UNTIL THE VERY END of the BUB meet, Akatiff believes he can come out on top. But that starts to seem doubtful. With a day and a half of racing to go, he discovers that a broken metal shaft has left a crucial part of the Ack Attack’s chain–drive transmission vulnerable. He has no replacement, but he does have superglue.

“Let’s fill this thing up with J–B Weld and take the play out of the part,” says Akatiff, holding a fist–size metal housing. “Feel that bearing. I think it feels pretty good.”

Robinson doesn’t care if Akatiff uses spit to keep the streamliner together—he just wants to race. “Rocky was with Manning’s team for years and Denis couldn’t get it done,” says his wife, Tricia, while a brooding Robinson puts his helmet into a car that will taxi him to the start line. “Now he feels like he did all the groundwork for their record. He wants it back.”
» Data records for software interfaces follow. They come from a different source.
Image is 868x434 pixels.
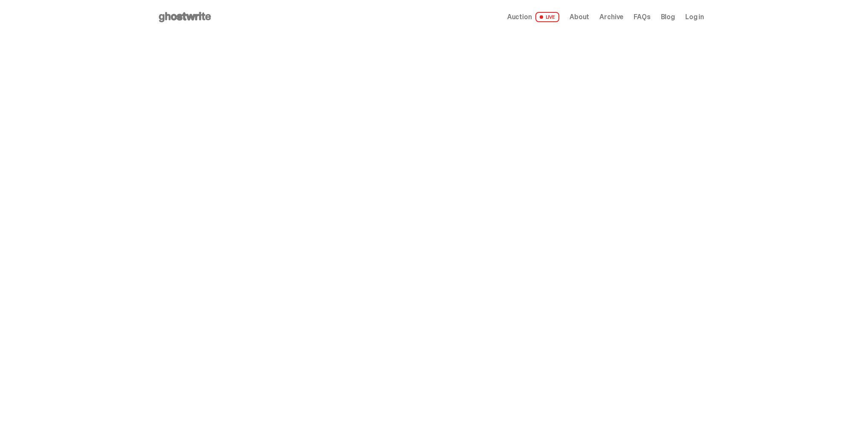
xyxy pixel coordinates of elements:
a: Archive [600,13,623,20]
a: Auction LIVE [507,12,559,22]
a: FAQs [633,13,650,20]
a: Log in [685,13,704,20]
span: LIVE [536,12,560,22]
a: Blog [661,13,675,20]
span: Auction [507,13,532,20]
a: About [569,13,590,20]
Soon, Robinson drives the Ack Attack down the course. The J–B Weld holds, but Akatiff, looking for more power, has played with the computerized engine–control system to the point that the engines run poorly. Robinson aborts.

The Ack Attack eventually runs down the track again, and again, but a transmission problem develops. On the morning of the last day, with 20 minutes left before the meet ends, one of the transmission chains breaks. Robinson coasts through the traps at 102 miles per hour. Thanks in large part to the perfect conditions, two streamliners have eclipsed Campos’s record. But, in the end, Akatiff and Robinson have lost.
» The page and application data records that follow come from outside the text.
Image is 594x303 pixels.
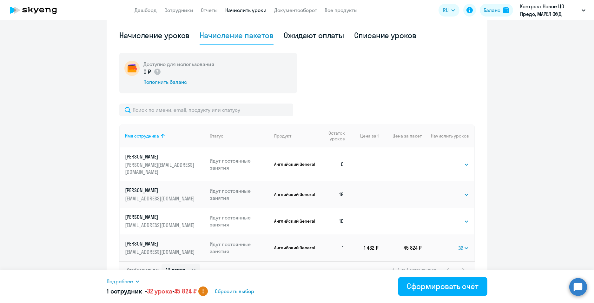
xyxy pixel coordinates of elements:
span: Отображать по: [127,267,159,273]
th: Начислить уроков [422,124,474,147]
img: balance [503,7,509,13]
a: [PERSON_NAME][PERSON_NAME][EMAIL_ADDRESS][DOMAIN_NAME] [125,153,205,175]
p: Английский General [274,161,317,167]
td: 0 [317,147,349,181]
p: Английский General [274,191,317,197]
p: Идут постоянные занятия [210,241,269,255]
div: Остаток уроков [322,130,349,142]
a: [PERSON_NAME][EMAIL_ADDRESS][DOMAIN_NAME] [125,187,205,202]
div: Начисление пакетов [200,30,273,40]
div: Сформировать счёт [407,281,479,291]
h5: 1 сотрудник • • [107,287,196,295]
div: Продукт [274,133,317,139]
p: Идут постоянные занятия [210,214,269,228]
a: Документооборот [274,7,317,13]
p: [EMAIL_ADDRESS][DOMAIN_NAME] [125,248,196,255]
div: Имя сотрудника [125,133,159,139]
div: Имя сотрудника [125,133,205,139]
th: Цена за пакет [379,124,422,147]
p: Идут постоянные занятия [210,187,269,201]
div: Пополнить баланс [143,78,214,85]
button: Сформировать счёт [398,277,487,296]
p: 0 ₽ [143,68,161,76]
img: wallet-circle.png [124,61,140,76]
a: Все продукты [325,7,358,13]
div: Баланс [484,6,500,14]
p: [PERSON_NAME] [125,187,196,194]
a: Отчеты [201,7,218,13]
p: Идут постоянные занятия [210,157,269,171]
p: [PERSON_NAME] [125,153,196,160]
span: Подробнее [107,277,133,285]
span: RU [443,6,449,14]
div: Статус [210,133,269,139]
td: 10 [317,208,349,234]
td: 1 432 ₽ [349,234,379,261]
input: Поиск по имени, email, продукту или статусу [119,103,293,116]
p: [PERSON_NAME] [125,213,196,220]
div: Начисление уроков [119,30,189,40]
p: Английский General [274,245,317,250]
a: Сотрудники [164,7,193,13]
a: [PERSON_NAME][EMAIL_ADDRESS][DOMAIN_NAME] [125,213,205,228]
a: Начислить уроки [225,7,267,13]
p: [PERSON_NAME] [125,240,196,247]
p: [PERSON_NAME][EMAIL_ADDRESS][DOMAIN_NAME] [125,161,196,175]
span: 45 824 ₽ [174,287,197,295]
span: Остаток уроков [322,130,345,142]
th: Цена за 1 [349,124,379,147]
button: Балансbalance [480,4,513,17]
td: 1 [317,234,349,261]
div: Продукт [274,133,291,139]
button: Контракт Новое ЦО Предо, МАРЕЛ ФУД СИСТЕМС, ООО [517,3,589,18]
div: Списание уроков [354,30,416,40]
div: Статус [210,133,223,139]
button: RU [439,4,460,17]
p: Английский General [274,218,317,224]
p: [EMAIL_ADDRESS][DOMAIN_NAME] [125,222,196,228]
a: [PERSON_NAME][EMAIL_ADDRESS][DOMAIN_NAME] [125,240,205,255]
p: [EMAIL_ADDRESS][DOMAIN_NAME] [125,195,196,202]
h5: Доступно для использования [143,61,214,68]
span: 32 урока [147,287,172,295]
td: 19 [317,181,349,208]
div: Ожидают оплаты [284,30,344,40]
td: 45 824 ₽ [379,234,422,261]
span: Сбросить выбор [215,287,254,295]
p: Контракт Новое ЦО Предо, МАРЕЛ ФУД СИСТЕМС, ООО [520,3,579,18]
a: Дашборд [135,7,157,13]
span: 1 - 4 из 4 сотрудников [393,267,437,273]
After the meet, Wheeler shrugs and decides that Manning’s victory must have been fated. “Denis has had a lot of misfortune,” he says. “Perhaps he just deserved to have it go his way.”

That’s not logical enough for Akatiff, who wonders whether Carr’s run was legitimate. “Maybe a bird flew across the timing lights,” he theorizes. He then explains that he’s already redesigned the Ack Attack’s failed part and is pondering ways to squeeze more oomph from the twin Hayabusas. Meanwhile, he says, Robinson is raring to go, Wheeler is searching everywhere for new rubber, and Manning will obviously return. After all, it’s his meet.

When I remind Akatiff that he was supposed to walk away from Bonneville after breaking the record, he corrects me. For him, land–speed racing is still unfinished business.

“I wanted to leave with the record,” he adds. “But this is actually great. Now we have a goal. It’s to go real, real fast.”